Table of contents
How To Actually Use Hermes Well
A tool is only as good as the habits you build around it. The Hermes guides distil a set of practices that separate frustrated users from productive ones: clearer prompts, better project context, smart use of memory vs skills, token-budget discipline, and a few non-obvious operational security rules. This lesson pulls the most important ones into a single sitting.
Primary source: the tips page at https://hermes-agent.nousresearch.com/docs/guides/tips. Treat that as the authoritative source; this lesson is a summary and opinion layer.
Prompt Discipline: Specifics Beat Vagueness
The biggest productivity win from day one is to front-load context. Instead of 'fix the code', try 'the auth/session.ts file throws TypeError: cannot read property id of null on line 47 when the session cookie is expired — handle that case by redirecting to login'. The more specific, the less the agent has to probe.
When you're debugging, paste the whole traceback. The agent parses it instantly; you save three rounds of 'what was the error?'.
`AGENTS.md`: Your Project's Institutional Memory
Create an AGENTS.md at the root of your project. Put in it the things you'd re-explain every session — architectural decisions, naming conventions, testing approach, rules about which libraries to prefer. Hermes reads it automatically at session start. You stop repeating yourself, the agent stops proposing things you've already ruled out.
Keep it short and surgical. A bloated AGENTS.md is worse than no AGENTS.md — every line is in every prompt.
CLI Shortcuts That Save Real Time
- Alt+Enter / Ctrl+J — newline without sending. Never accidentally ship a half-prompt again.
- Paste code directly — auto-detected and buffered as a single message, not fired line-by-line.
- Ctrl+C — interrupt the agent mid-operation and redirect instead of quitting.
hermes -c— resume interrupted work with full history.- Ctrl+V for clipboard images — paste a screenshot straight into the prompt.
/title— name your sessions descriptively sohermes sessions listis useful later.
Memory vs Skills: Know the Difference
Memory stores facts; skills encode procedures.
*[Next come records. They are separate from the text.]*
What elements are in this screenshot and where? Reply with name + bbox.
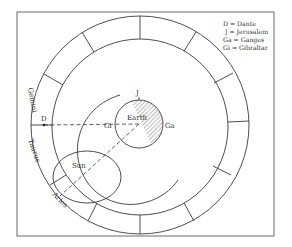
zodiac-inner-circle bbox=[52, 39, 228, 215]
label-earth: Earth bbox=[127, 114, 147, 122]
label-ganges: Ga bbox=[165, 122, 175, 130]
earth bbox=[115, 97, 170, 160]
label-dante: D bbox=[41, 115, 47, 123]
dante-cosmology-diagram: D J Earth Ga Gi Sun Gemini Taurus Aries … bbox=[0, 0, 292, 247]
legend: D = Dante J = Jerusalem Ga = Ganges Gi =… bbox=[223, 20, 268, 51]
label-taurus: Taurus bbox=[26, 138, 42, 164]
label-sun: Sun bbox=[72, 162, 86, 170]
legend-gibraltar: Gi = Gibraltar bbox=[223, 44, 268, 51]
dante-point bbox=[43, 124, 46, 127]
legend-dante: D = Dante bbox=[223, 20, 256, 27]
label-jerusalem: J bbox=[135, 89, 139, 97]
legend-ganges: Ga = Ganges bbox=[223, 36, 264, 44]
sun-orbit-arc bbox=[77, 95, 178, 204]
dante-sight-line bbox=[44, 124, 139, 125]
label-gibraltar: Gi bbox=[104, 122, 113, 130]
label-aries: Aries bbox=[50, 190, 70, 210]
sun-line bbox=[60, 124, 139, 196]
legend-jerusalem: J = Jerusalem bbox=[224, 28, 268, 36]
When a multi-step workflow becomes repetitive — 'investigate an outage', 'run the release checklist', 'onboard a new engineer' — ask the agent to save it as a skill. Next time, the skill name gets you the whole procedure for free.
Memory has intentional capacity limits. When it fills, Hermes consolidates. You can also ask it to 'review and clean up memory' explicitly, which is a good monthly hygiene task.
Token Budget Control
Token consumption matters in long sessions, and the prompt cache is the biggest lever. The cache rewards stable system prompts — switching model or context mid-session invalidates the cache and you pay full price. Decide on a model at the start, stick with it.
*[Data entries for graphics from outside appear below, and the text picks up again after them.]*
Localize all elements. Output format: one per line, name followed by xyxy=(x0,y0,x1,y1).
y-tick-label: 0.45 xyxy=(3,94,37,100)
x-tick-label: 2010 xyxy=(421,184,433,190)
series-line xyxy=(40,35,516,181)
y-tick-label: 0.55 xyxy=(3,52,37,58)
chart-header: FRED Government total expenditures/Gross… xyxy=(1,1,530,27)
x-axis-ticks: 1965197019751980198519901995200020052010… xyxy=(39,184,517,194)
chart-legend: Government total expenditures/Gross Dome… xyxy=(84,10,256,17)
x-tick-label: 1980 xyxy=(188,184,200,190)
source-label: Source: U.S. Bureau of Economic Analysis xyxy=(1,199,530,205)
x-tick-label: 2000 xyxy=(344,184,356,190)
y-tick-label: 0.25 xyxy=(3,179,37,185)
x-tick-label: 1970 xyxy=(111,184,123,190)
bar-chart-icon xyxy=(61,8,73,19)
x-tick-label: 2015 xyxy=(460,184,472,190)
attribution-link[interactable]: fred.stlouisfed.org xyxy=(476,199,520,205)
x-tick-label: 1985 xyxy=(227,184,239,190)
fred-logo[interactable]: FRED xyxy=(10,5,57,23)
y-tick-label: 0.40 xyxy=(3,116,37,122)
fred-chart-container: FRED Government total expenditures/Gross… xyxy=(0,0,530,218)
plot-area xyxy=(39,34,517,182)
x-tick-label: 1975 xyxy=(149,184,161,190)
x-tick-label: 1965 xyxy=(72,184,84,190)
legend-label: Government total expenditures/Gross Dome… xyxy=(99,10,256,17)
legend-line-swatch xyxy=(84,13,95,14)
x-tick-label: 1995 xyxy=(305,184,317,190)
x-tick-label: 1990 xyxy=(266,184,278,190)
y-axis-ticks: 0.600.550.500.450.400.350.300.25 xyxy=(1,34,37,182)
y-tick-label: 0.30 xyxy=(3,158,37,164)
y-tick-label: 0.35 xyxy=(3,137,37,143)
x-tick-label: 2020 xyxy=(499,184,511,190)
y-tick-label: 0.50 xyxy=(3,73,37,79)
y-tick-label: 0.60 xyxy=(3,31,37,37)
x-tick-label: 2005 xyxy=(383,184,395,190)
/compress— summarise middle-of-session turns while keeping start and end intact./usage— see where your tokens went before the budget runs out.delegate_task— split parallel investigations into subagents so only summaries return to the main thread.- Ask the agent to write a unified Python script for bulk operations — cheaper than running twenty terminal commands one by one.
Operational Security
A few rules to adopt immediately, before you're comfortable enough to get careless:
- Never set 'always' approval for destructive commands. Start with 'session' approval; upgrade deliberately.
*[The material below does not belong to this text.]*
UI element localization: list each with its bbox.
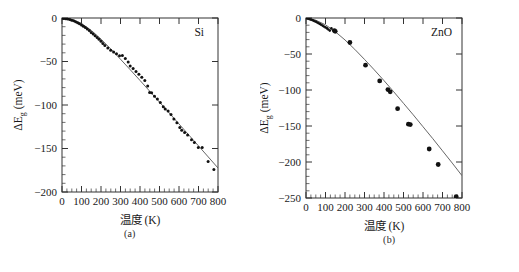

- For untrusted repos, set
TERMINAL_BACKEND=dockerto contain the blast radius in a container. - Never enable
GATEWAY_ALLOW_ALL_USERS=truewhen the bot has terminal tools. - Use per-platform allowlists (
TELEGRAM_ALLOWED_USERS, etc.) or DM pairing codes for teammate access. - Windows users: open files with
encoding="utf-8"explicitly to avoid Unicode errors.
Personality: `SOUL.md`
Drop a SOUL.md at ~/.hermes/SOUL.md to seed a consistent personality across every session — tone, verbosity, what to push back on. Combine it with per-project AGENTS.md for a layered 'global voice, local conventions' setup. Hermes even respects existing .cursorrules files if you already have one, so you're not duplicating.
Next Steps
Lesson 7 is the developer-facing guide — architecture, how to contribute, how to extend. Lesson 8 is the CLI command reference you'll return to over time. If you'd rather skip the adoption curve altogether, SetupClaw's managed service applies all of the above — AGENTS.md conventions, security hardening, the layered-adoption principle — as part of the deployment.